Harper has spun his TV fame improving the fitness of people who are 100 pounds (45 kg) or more overweight into an empire with DVD workouts and the best-selling book “The Skinny Rules,” which offers tips to drop excess weight.

He said if the ‘Skinny’ of his book titles and fitness DVDs is meant tongue-in-cheek, it is also the word that his morbidly obese clients attach to most.

“People say, ‘Shouldn’t I be fit? Shouldn’t I be healthy?’, and I say ‘Yes, absolutely. But what I always hear from my contestants on the show is, ‘I just want to get skinny.'”

In addition to promoting a healthy diet, a big part of his exercise routine includes lunges and other core-strengthening moves to burn enough fat to let the inner six-pack shine through.

Harper said the workout is aimed at getting the heart rate up because that’s when people are going to be able to burn fat and when fat is burned off, the abdominal muscles are exposed.

FAN OF CROSSFIT

He also adheres to the no-frills strength and condition program called Crossfit, which is a series of timed, ever- changing physical challenges that he says are suitable for everyone.

“I’m working with people who are 500 pounds (227 kg) and doing Crossfit on a regular basis,” said Harper, who described the approximately 20-minute workout as well-balanced.
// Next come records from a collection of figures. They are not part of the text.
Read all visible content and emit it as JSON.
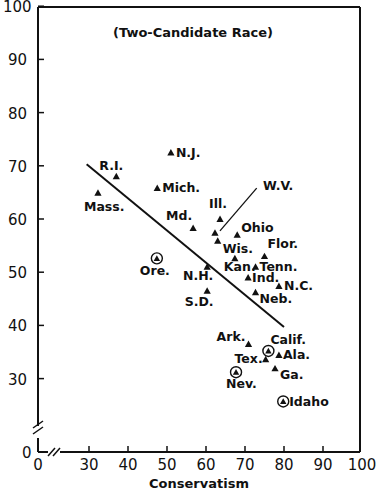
{
  "chart_data": {
    "type": "scatter",
    "title": "(Two-Candidate Race)",
    "xlabel": "Conservatism",
    "ylabel": "",
    "xlim": [
      0,
      100
    ],
    "ylim": [
      0,
      100
    ],
    "x_axis_break": true,
    "y_axis_break": true,
    "grid": false,
    "x_ticks": [
      "0",
      "30",
      "40",
      "50",
      "60",
      "70",
      "80",
      "90",
      "100"
    ],
    "y_ticks": [
      "0",
      "30",
      "40",
      "50",
      "60",
      "70",
      "80",
      "90",
      "100"
    ],
    "points": [
      {
        "label": "Mass.",
        "x": 32.3,
        "y": 64.9,
        "circled": false
      },
      {
        "label": "R.I.",
        "x": 37.0,
        "y": 68.0,
        "circled": false
      },
      {
        "label": "N.J.",
        "x": 51.0,
        "y": 72.5,
        "circled": false
      },
      {
        "label": "Mich.",
        "x": 47.5,
        "y": 65.8,
        "circled": false
      },
      {
        "label": "Md.",
        "x": 56.7,
        "y": 58.3,
        "circled": false
      },
      {
        "label": "Ill.",
        "x": 63.6,
        "y": 60.0,
        "circled": false
      },
      {
        "label": "W.V.",
        "x": 62.3,
        "y": 57.4,
        "circled": false
      },
      {
        "label": "Wis.",
        "x": 63.0,
        "y": 55.9,
        "circled": false
      },
      {
        "label": "Ohio",
        "x": 68.0,
        "y": 57.0,
        "circled": false
      },
      {
        "label": "Flor.",
        "x": 75.0,
        "y": 53.0,
        "circled": false
      },
      {
        "label": "Kan.",
        "x": 67.4,
        "y": 52.6,
        "circled": false
      },
      {
        "label": "Tenn.",
        "x": 72.7,
        "y": 51.0,
        "circled": false
      },
      {
        "label": "N.H.",
        "x": 60.3,
        "y": 51.0,
        "circled": false
      },
      {
        "label": "S.D.",
        "x": 60.3,
        "y": 46.5,
        "circled": false
      },
      {
        "label": "Ind.",
        "x": 70.8,
        "y": 49.0,
        "circled": false
      },
      {
        "label": "N.C.",
        "x": 78.7,
        "y": 47.4,
        "circled": false
      },
      {
        "label": "Neb.",
        "x": 72.7,
        "y": 46.2,
        "circled": false
      },
      {
        "label": "Ore.",
        "x": 47.4,
        "y": 52.6,
        "circled": true
      },
      {
        "label": "Ark.",
        "x": 70.9,
        "y": 36.5,
        "circled": false
      },
      {
        "label": "Calif.",
        "x": 76.0,
        "y": 35.2,
        "circled": true
      },
      {
        "label": "Tex.",
        "x": 75.3,
        "y": 33.6,
        "circled": false
      },
      {
        "label": "Ala.",
        "x": 78.7,
        "y": 34.4,
        "circled": false
      },
      {
        "label": "Ga.",
        "x": 77.7,
        "y": 31.9,
        "circled": false
      },
      {
        "label": "Nev.",
        "x": 67.7,
        "y": 31.2,
        "circled": true
      },
      {
        "label": "Idaho",
        "x": 79.8,
        "y": 25.7,
        "circled": true
      }
    ],
    "regression_line": {
      "x1": 29.4,
      "y1": 70.3,
      "x2": 80.0,
      "y2": 39.7
    },
    "annotations": [
      {
        "text": "W.V.",
        "leader_from": [
          62.3,
          57.4
        ],
        "leader_to": [
          73.0,
          65.8
        ]
      }
    ]
  }
}
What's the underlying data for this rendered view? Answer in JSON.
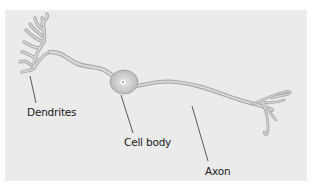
{
  "diagram": {
    "background_color": "#ebebeb",
    "neuron_fill": "#d3d3d3",
    "neuron_outline": "#a8a8a8",
    "labels": [
      {
        "id": "dendrites",
        "text": "Dendrites"
      },
      {
        "id": "cell_body",
        "text": "Cell body"
      },
      {
        "id": "axon",
        "text": "Axon"
      }
    ]
  }
}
“To me Crossfit just completely makes sense (as long as) you work at your level doing the things you can do with proper coaching,” he explained.

But Dr. Mark Kelly, an exercise physiologist at the American Council on Exercise, said that even with supervision, Crossfit can be risky if the fitness groundwork isn’t in place.

“Crossfit has very ballistic training. You’re asking people to move fast through a large range of motion. Even with coaching, the foundation of stability, mobility and psychomotor skill has to be laid (first),” he said.

Kelly agrees that diet is the main factor that can lower weight, but it’s exercise, he adds, that allows that lower weight to stick.

He cited the National Weight Control Registry, a research study that includes people 18 years or older who have lost at least 13.6 kg (30 lb) of weight and kept it off for at least one year. Ninety percent of those in the study exercise regularly.

“They’re the biggest losers across the nation,” Kelly said. “And the No. 1 thing they did was exercise on a regular basis. Many simply through walking.”

Harper said he values working with people who have gotten far off the diet and fitness track more than the celebrity status conferred upon him by reality TV.

“Of course with everyone being on a television show, from people working on fishing boats to people being interior designers, you get this platform,” he said. “But I think for me, celebrity trainer is not who I am.”

He is, he said, someone who has found what he loves to do.

“When you find your passion, it makes for a good life.”